There's a question every team hits after their first few agents ship: how many AI agents do we actually need? Most ask it too late — after they've already overbuilt, or after one overloaded agent is doing the work of five and breaking constantly.
Neither extreme works. This is a step-by-step process for getting the number right before you build.
What Determines the Right Number of Agents?
The right number is never a fixed target. It's a function of three things: how many distinct repeating workflows you have, how fast your team can review agent outputs, and how stable your current agents are.
Teams that skip this math either end up with 2 agents trying to do everything, or 20 agents they can't keep track of. Both are problems you can avoid.
Step 1 — List Every Workflow That Could Benefit From an Agent
Start on paper. Write down every repeating task your team does that fits this profile:
- Template-driven or rule-based (not requiring judgment every time)
- High enough volume that doing it manually is a real time cost
- Low enough stakes that occasional errors won't cause serious damage
Don't filter yet. Just list them. Most teams end up with 8 to 20 candidates.
Step 2 — Group by Input Type, Not Output Topic
This is where teams over-split. They create one agent per output type — one for summarizing contracts, one for summarizing emails, one for summarizing reports — when one agent handles all three fine.
A better frame: agents handle one category of input well. Group your workflow list by what goes in, not what comes out. "Text summarization" is one group. "Structured data extraction" is another. You'll find your 20 candidates collapse to 5 or 6 groups.
Step 3 — Apply Three Filters to Each Group
For each workflow group, answer three questions:
Does it happen at least once a day? Twice a month doesn't justify a dedicated agent. Once a day or more does.
Can a human review the output before it causes damage? Agents make mistakes. If an error in this workflow could go undetected and cause real harm, the process isn't ready for an agent yet. Fix the review process first — the deliverable review and approval features in AgentCenter can help, but someone still needs to check.
Does it run independently, or wait for other outputs? If this workflow needs three other steps to complete before it starts, it's a pipeline step, not a standalone agent. Build it as part of a chain, not as a separate agent.
What passes all three filters is your real agent list. For most teams, it's 3 to 8 agents — not 20.
Step 4 — Count Your Review Capacity
Every agent needs a human backstop. Build too many agents and your team spends its day doing reviews instead of real work.
A practical baseline: one person can comfortably review outputs from 3 to 5 active agents without it becoming their full-time job. That assumes reviews are quick — under 2 minutes per output — and errors are rare.
If you have 4 people on the team, you're probably looking at 12 to 15 agents max before reviews start backing up.
In AgentCenter, your agent monitoring dashboard shows deliverable queue depth per agent. If any agent has a consistently backed-up review queue, you don't need more agents — you need to fix the one that's producing work faster than your team can check it.
Step 5 — Start With Two or Three, Then Measure
Don't try to deploy your full fleet at once. Start with the 2 or 3 workflows that would save the most time. Get them stable. Measure:
- Tasks completed per day
- Average review time per output
- Cost per task (AgentCenter tracks this per agent under agent monitoring)
- Error rate — how often does an output need to be redone?
Once you have a baseline, adding the next agent is easy. You know what normal looks like. You can spot when a new agent is underperforming immediately instead of three weeks later.
Teams that skip this end up with 15 agents after two months and no idea which ones are worth running.
Common Mistakes
Adding agents to fix a broken process. An agent running a flawed workflow just makes the flaws faster and harder to catch. Fix the workflow first.
Building one agent that does everything. A single agent that researches, writes, formats, and posts is hard to debug and fails in confusing ways. Each major step should be a separate agent or a clearly defined pipeline step.
Not accounting for maintenance. Every agent needs prompt updates, error investigation, and occasional tuning as your workflows change. If you're stretched too thin to maintain an agent, don't build it yet.
Copying another team's headcount. Reading that a team runs 25 agents means nothing if their workflows, review capacity, and error tolerance are different from yours.
Bottom Line
There is no universal right number. A solo developer might run 5 agents and have complete visibility into all of them. A team of 10 might run 30 and feel overwhelmed. The number that works is the one you can staff, monitor, and actually improve over time.
Map what you do. Filter against the three questions. Match your agent count to your review capacity. Measure before you expand. If you want to see your current agents' cost, task volume, and error rate in one place, the AgentCenter dashboard shows all of it by agent.
The best time to set this up is before your agents start failing. Try AgentCenter free for 7 days — cancel anytime.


* _Brief_: Repeat the lines below exactly as they appear, but leave out the images.
** Record set follows **
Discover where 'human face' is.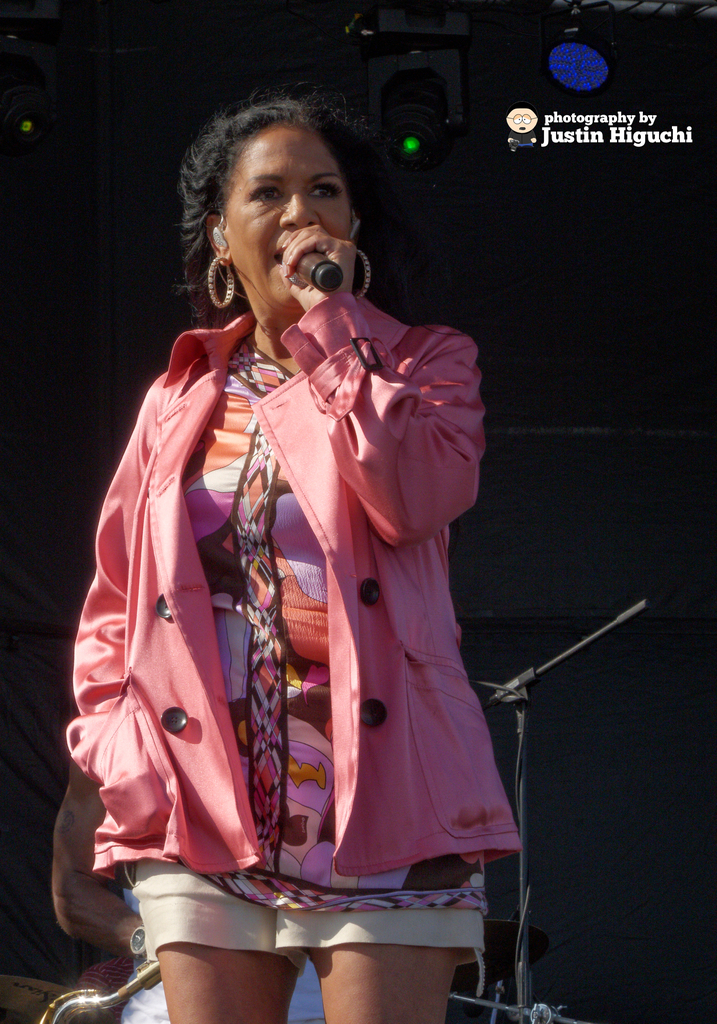
Discovered at crop(215, 120, 357, 309).
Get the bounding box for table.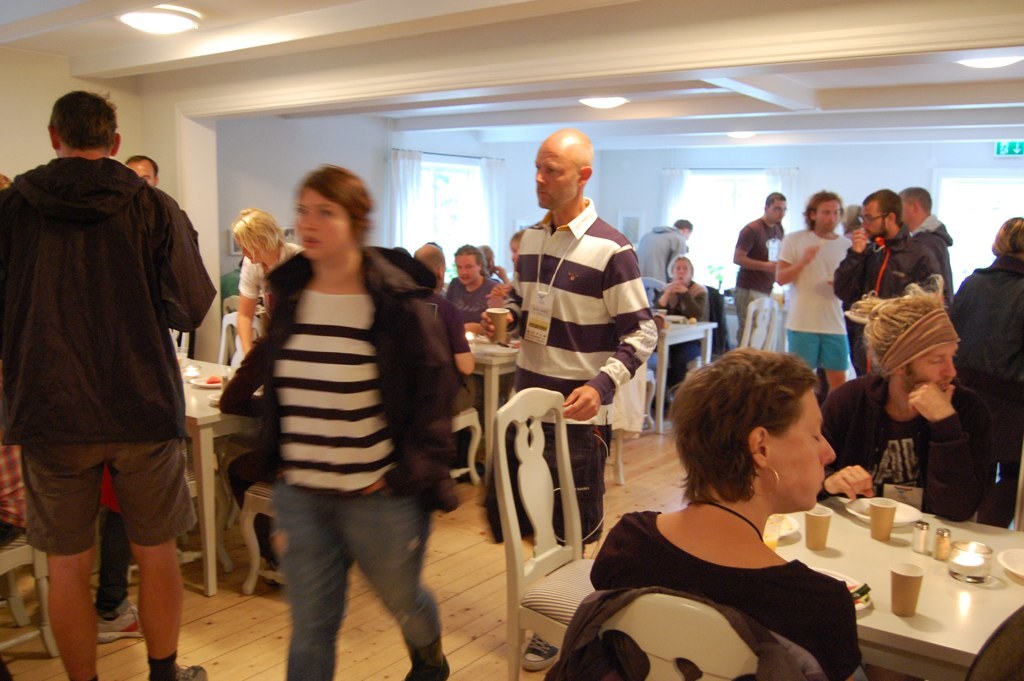
bbox=[172, 350, 267, 600].
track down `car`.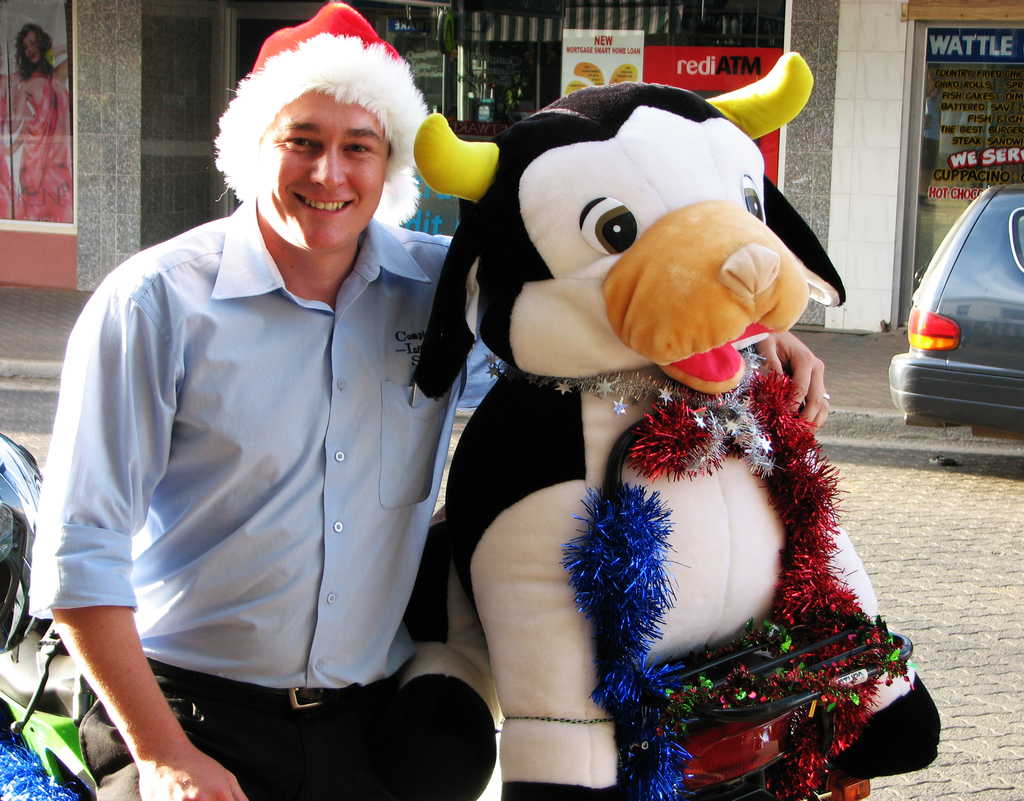
Tracked to {"x1": 898, "y1": 193, "x2": 1023, "y2": 460}.
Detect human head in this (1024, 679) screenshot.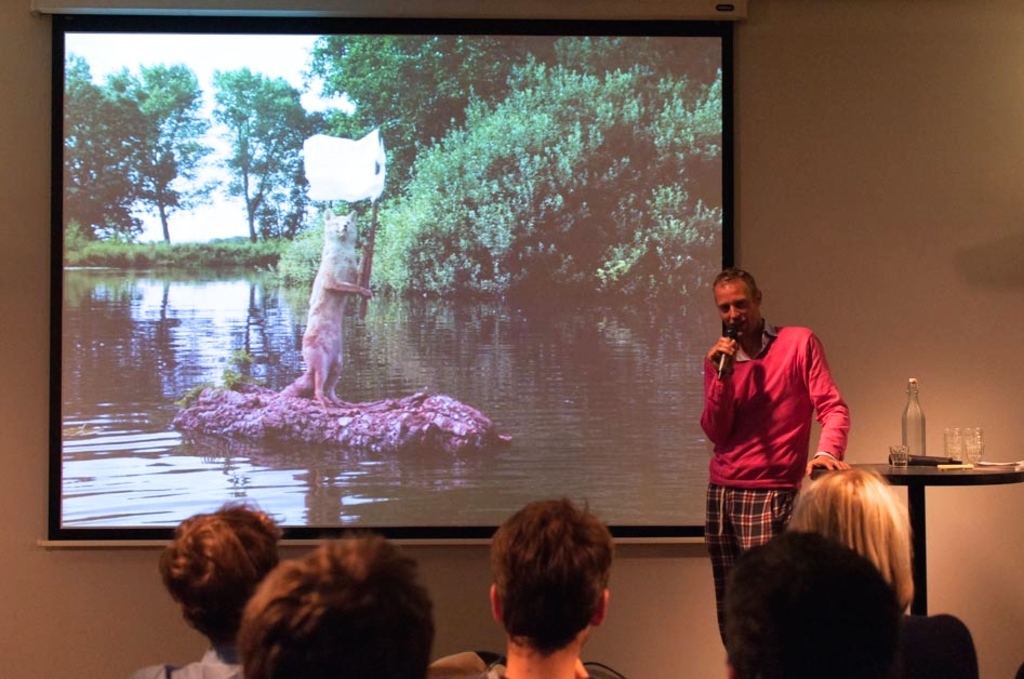
Detection: region(234, 537, 443, 678).
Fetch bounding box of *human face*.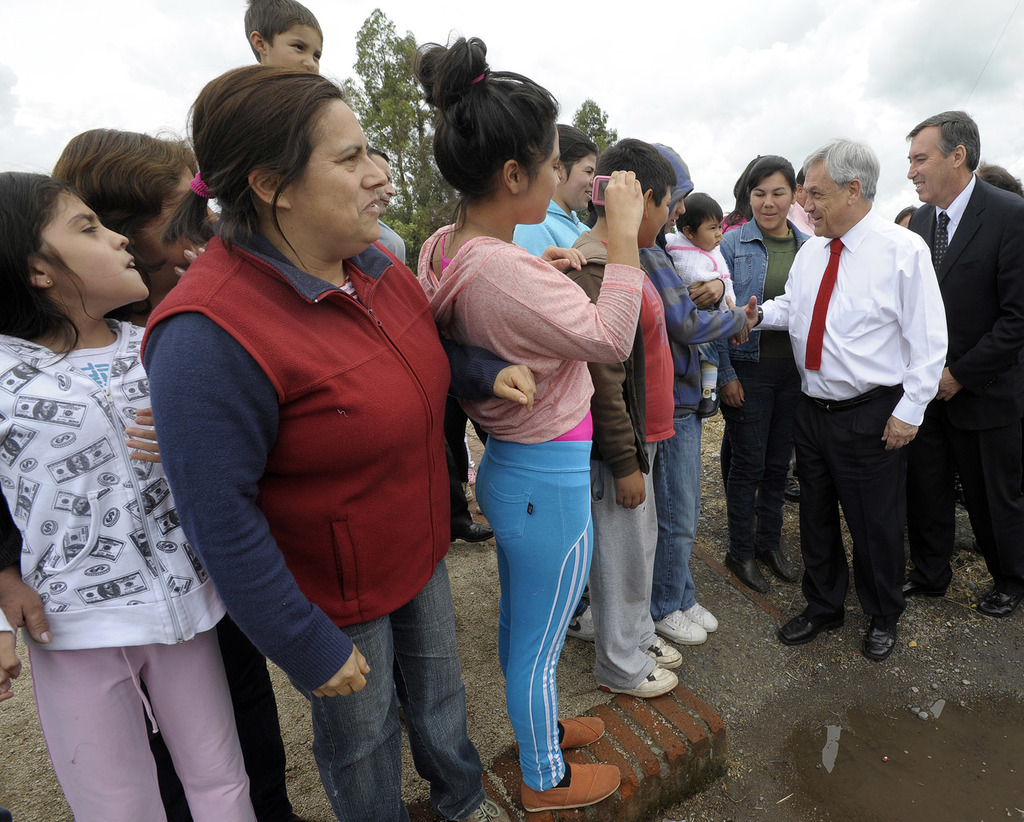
** End of Record set **
* _Your response_:
Discover where 'human face' is.
Discovered at crop(215, 120, 357, 309).
Get the bounding box for table.
bbox=[172, 350, 267, 600].
track down `car`.
Tracked to {"x1": 898, "y1": 193, "x2": 1023, "y2": 460}.
Detect human head in this (1024, 679) screenshot.
Detection: region(234, 537, 443, 678).
Fetch bounding box of *human face*.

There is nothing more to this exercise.